Tennis

Naomi Osaka shames those who ignored her pleas for help | Letters


In taking a stand on her mental health by refusing to attend post-match press conferences, Naomi Osaka stands for all of us (Naomi Osaka withdraws from French Open amid row over press conferences, 31 May). We all have issues with mental health by virtue of our humanity. No one is immune. Some of us are lucky enough to have stable upbringings; to encounter supportive teachers and mentors; to find the love of a partner or of friends; to find work in which we thrive; to not be deceived, bullied, doubted, or let down too many times; and some of us are not.

Those of us who are not so lucky must find the courage to ask for help; to make ourselves vulnerable in the hope that we will be listened to, cared for, and valued for who we are. When others respond in these ways, we learn to trust ourselves and to make choices that work for us rather than against us. We recover.

If Osaka has been let down by the organisers of the four grand slam tournaments, then so have we all. Their joint statement threatened “default from the tournament … major offence investigation … future grand slam suspensions”. It claimed she would have an “unfair advantage” should she skip press conferences. Such was the response to her expressed vulnerability around mental health and her specific request for the kind of help she required. That request was denied by the very institution that profits so greatly from her remarkable talent and dedication.

Perhaps Osaka just wants to let her tennis do the talking for a while. Perhaps wisdom lies in according her the freedom to choose which voice she will use and when. What is unquestionable is her courage.
Dr Nicholas Marlowe
Clinical psychologist, Sydney, Australia

I cannot agree enough with Jonathan Liew’s article (We’re not the good guys: Osaka shows up problems of press conferences, 31 May). The points he raises are applicable far beyond the sphere of sports. While the press may be making nasty comments about Naomi Osaka, among the public (as far as I can see), she has near universal support. She owes me no more than a good game of tennis, and I do not need her to sit in a room of entitled men asking her inane questions. And anyone who thinks otherwise needs to take a long, hard look in the mirror.
Kate Alley
London

Who is interested in these press conferences? Real tennis fans think they are drifts of anodyne and predictable questions and responses, and non-tennis fans don’t care apart from being vaguely entertained for a few seconds.

It’s the journalists who are the winners and losers, invested in getting a response, desperate for the soundbite no one actually cares about except them. Maybe someone should be interviewing them about how their line of questioning went, if their interrogatory patterns are working, or if their mum and dad are on their side.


Reading the records below, count the lines in which the string "Amazon" appears; write the number only.

Material shown Start Marker

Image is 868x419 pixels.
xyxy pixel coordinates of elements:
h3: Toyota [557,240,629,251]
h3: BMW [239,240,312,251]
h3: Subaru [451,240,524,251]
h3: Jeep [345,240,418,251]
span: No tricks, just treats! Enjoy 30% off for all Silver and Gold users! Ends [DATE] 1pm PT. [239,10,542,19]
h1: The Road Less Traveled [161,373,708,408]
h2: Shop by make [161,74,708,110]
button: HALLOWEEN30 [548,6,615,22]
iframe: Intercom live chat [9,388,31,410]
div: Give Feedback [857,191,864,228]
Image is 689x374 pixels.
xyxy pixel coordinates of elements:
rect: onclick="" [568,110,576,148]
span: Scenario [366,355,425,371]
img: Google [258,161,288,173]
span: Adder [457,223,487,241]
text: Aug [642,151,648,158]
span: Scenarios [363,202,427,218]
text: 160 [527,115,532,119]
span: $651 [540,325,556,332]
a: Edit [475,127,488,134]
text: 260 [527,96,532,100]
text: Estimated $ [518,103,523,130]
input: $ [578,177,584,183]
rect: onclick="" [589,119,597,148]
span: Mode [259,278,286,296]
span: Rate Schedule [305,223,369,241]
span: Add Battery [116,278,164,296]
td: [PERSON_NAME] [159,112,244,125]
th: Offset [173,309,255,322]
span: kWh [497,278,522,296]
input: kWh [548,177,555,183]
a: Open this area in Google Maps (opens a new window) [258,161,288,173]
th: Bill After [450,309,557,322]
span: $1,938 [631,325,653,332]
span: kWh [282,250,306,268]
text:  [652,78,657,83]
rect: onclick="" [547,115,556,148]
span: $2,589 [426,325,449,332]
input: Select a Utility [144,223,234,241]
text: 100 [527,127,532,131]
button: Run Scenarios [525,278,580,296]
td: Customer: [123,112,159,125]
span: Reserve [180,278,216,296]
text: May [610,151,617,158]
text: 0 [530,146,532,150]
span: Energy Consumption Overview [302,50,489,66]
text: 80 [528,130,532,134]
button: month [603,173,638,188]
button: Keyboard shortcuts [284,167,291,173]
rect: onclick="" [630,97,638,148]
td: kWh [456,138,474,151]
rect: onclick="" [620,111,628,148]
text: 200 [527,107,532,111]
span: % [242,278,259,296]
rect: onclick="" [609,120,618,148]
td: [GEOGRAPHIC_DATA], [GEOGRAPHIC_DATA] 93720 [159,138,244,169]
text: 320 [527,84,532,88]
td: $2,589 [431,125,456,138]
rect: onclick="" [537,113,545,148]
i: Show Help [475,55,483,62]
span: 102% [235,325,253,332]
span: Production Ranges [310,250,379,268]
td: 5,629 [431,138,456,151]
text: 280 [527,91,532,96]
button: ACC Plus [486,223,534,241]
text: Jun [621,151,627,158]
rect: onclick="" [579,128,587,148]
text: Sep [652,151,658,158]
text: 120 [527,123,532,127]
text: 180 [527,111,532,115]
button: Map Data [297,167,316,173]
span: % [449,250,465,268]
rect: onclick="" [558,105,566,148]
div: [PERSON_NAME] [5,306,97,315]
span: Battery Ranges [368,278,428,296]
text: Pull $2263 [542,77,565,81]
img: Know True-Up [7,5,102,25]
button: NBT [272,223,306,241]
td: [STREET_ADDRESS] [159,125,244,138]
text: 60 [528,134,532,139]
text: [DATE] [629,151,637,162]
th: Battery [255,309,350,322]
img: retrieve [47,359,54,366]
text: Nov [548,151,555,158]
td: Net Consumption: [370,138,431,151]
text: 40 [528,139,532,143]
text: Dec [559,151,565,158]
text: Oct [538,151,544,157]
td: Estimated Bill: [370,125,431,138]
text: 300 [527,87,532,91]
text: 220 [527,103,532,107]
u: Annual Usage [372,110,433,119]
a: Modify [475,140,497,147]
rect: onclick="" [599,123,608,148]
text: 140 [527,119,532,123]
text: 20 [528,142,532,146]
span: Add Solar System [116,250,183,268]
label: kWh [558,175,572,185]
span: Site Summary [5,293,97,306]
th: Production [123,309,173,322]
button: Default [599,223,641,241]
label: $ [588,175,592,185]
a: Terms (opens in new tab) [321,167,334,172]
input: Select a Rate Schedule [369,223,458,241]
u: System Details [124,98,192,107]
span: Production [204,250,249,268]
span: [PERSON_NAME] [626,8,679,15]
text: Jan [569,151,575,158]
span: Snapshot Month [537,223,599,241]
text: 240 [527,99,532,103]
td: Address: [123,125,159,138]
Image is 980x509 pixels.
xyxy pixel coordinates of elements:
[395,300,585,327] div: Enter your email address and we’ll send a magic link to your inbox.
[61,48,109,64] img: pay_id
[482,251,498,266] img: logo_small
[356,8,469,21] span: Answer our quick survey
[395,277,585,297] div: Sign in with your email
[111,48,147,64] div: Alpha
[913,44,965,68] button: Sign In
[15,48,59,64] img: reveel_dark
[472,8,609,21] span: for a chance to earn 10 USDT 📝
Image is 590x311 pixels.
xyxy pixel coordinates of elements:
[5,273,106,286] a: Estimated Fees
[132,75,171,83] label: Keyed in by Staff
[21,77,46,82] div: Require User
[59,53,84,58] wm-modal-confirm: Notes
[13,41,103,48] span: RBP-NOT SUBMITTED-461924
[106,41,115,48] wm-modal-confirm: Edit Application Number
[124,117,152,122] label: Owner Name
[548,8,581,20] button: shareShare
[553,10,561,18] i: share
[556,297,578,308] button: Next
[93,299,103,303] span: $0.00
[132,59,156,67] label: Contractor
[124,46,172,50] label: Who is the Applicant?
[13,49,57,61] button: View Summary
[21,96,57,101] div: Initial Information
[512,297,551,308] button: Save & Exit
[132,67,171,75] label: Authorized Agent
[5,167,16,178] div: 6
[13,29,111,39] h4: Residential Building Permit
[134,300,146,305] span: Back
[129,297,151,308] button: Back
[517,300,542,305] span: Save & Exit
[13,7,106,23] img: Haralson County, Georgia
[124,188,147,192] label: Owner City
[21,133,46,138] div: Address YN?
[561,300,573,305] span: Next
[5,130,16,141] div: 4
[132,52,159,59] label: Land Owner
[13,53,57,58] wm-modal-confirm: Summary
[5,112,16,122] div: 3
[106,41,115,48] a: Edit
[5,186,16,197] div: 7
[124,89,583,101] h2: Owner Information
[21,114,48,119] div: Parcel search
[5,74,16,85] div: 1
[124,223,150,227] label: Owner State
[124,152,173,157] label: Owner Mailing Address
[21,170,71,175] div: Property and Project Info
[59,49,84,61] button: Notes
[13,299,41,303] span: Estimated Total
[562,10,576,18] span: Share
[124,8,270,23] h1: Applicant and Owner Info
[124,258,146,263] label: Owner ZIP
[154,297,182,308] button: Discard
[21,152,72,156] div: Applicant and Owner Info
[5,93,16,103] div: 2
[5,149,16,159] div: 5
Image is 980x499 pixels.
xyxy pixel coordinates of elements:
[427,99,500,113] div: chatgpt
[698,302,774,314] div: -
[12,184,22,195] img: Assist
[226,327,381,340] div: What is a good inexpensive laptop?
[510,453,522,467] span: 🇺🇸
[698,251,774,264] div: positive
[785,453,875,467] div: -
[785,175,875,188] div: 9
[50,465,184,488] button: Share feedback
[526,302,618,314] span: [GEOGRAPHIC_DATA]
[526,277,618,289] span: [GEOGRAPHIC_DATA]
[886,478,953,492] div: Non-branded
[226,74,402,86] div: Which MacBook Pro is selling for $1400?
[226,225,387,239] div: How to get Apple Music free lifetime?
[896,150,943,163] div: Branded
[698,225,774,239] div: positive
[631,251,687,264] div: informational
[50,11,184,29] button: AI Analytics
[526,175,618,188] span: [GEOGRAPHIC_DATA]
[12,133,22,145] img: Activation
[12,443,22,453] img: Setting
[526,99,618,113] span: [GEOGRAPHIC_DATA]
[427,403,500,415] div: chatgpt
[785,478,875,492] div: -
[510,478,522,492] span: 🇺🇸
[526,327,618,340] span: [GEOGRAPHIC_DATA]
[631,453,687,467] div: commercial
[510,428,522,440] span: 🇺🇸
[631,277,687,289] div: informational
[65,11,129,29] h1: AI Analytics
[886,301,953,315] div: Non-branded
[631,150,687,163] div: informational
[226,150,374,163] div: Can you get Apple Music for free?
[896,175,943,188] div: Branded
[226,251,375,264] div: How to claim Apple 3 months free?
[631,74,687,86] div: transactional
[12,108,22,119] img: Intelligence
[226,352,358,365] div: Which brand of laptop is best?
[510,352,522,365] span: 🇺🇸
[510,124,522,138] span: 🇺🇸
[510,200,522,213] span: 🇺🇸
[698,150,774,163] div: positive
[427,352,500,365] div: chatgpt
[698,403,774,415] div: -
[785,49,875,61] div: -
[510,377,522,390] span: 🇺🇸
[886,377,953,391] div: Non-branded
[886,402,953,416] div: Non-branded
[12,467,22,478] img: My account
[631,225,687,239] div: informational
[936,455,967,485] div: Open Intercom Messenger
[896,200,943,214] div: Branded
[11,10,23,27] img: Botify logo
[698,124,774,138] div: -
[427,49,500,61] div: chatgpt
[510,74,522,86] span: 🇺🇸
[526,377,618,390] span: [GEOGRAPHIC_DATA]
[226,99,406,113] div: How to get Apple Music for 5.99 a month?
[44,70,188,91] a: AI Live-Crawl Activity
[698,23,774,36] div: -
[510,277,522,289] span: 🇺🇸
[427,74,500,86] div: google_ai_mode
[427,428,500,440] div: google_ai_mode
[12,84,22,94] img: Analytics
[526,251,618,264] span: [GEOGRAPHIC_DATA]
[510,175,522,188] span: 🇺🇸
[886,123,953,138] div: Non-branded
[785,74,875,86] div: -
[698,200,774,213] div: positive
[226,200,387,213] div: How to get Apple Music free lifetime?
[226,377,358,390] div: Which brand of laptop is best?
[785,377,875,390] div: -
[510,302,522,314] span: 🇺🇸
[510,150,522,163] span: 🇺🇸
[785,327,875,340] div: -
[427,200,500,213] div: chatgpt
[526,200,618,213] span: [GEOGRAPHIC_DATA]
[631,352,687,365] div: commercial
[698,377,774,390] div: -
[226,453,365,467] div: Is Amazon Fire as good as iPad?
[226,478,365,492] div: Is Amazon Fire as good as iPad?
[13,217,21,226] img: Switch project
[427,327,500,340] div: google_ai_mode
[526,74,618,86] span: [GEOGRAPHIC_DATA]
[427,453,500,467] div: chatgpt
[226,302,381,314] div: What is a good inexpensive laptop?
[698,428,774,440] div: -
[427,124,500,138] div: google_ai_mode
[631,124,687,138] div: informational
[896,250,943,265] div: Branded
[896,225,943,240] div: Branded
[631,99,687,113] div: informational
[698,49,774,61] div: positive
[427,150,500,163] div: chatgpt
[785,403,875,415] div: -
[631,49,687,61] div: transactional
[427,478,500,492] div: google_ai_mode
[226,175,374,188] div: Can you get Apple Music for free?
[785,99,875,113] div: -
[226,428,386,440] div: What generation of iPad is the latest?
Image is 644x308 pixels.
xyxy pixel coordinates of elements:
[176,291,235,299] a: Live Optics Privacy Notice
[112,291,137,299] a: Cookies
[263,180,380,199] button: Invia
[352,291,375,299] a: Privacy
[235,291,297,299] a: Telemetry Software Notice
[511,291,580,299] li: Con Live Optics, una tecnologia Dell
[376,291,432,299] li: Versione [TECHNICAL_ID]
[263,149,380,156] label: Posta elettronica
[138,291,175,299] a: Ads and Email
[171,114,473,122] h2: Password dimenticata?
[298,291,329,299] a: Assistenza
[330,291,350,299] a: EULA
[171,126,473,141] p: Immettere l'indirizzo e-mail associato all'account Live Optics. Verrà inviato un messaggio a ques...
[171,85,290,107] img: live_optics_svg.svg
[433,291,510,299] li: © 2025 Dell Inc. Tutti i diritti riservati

Material shown End Marker

Completed task
2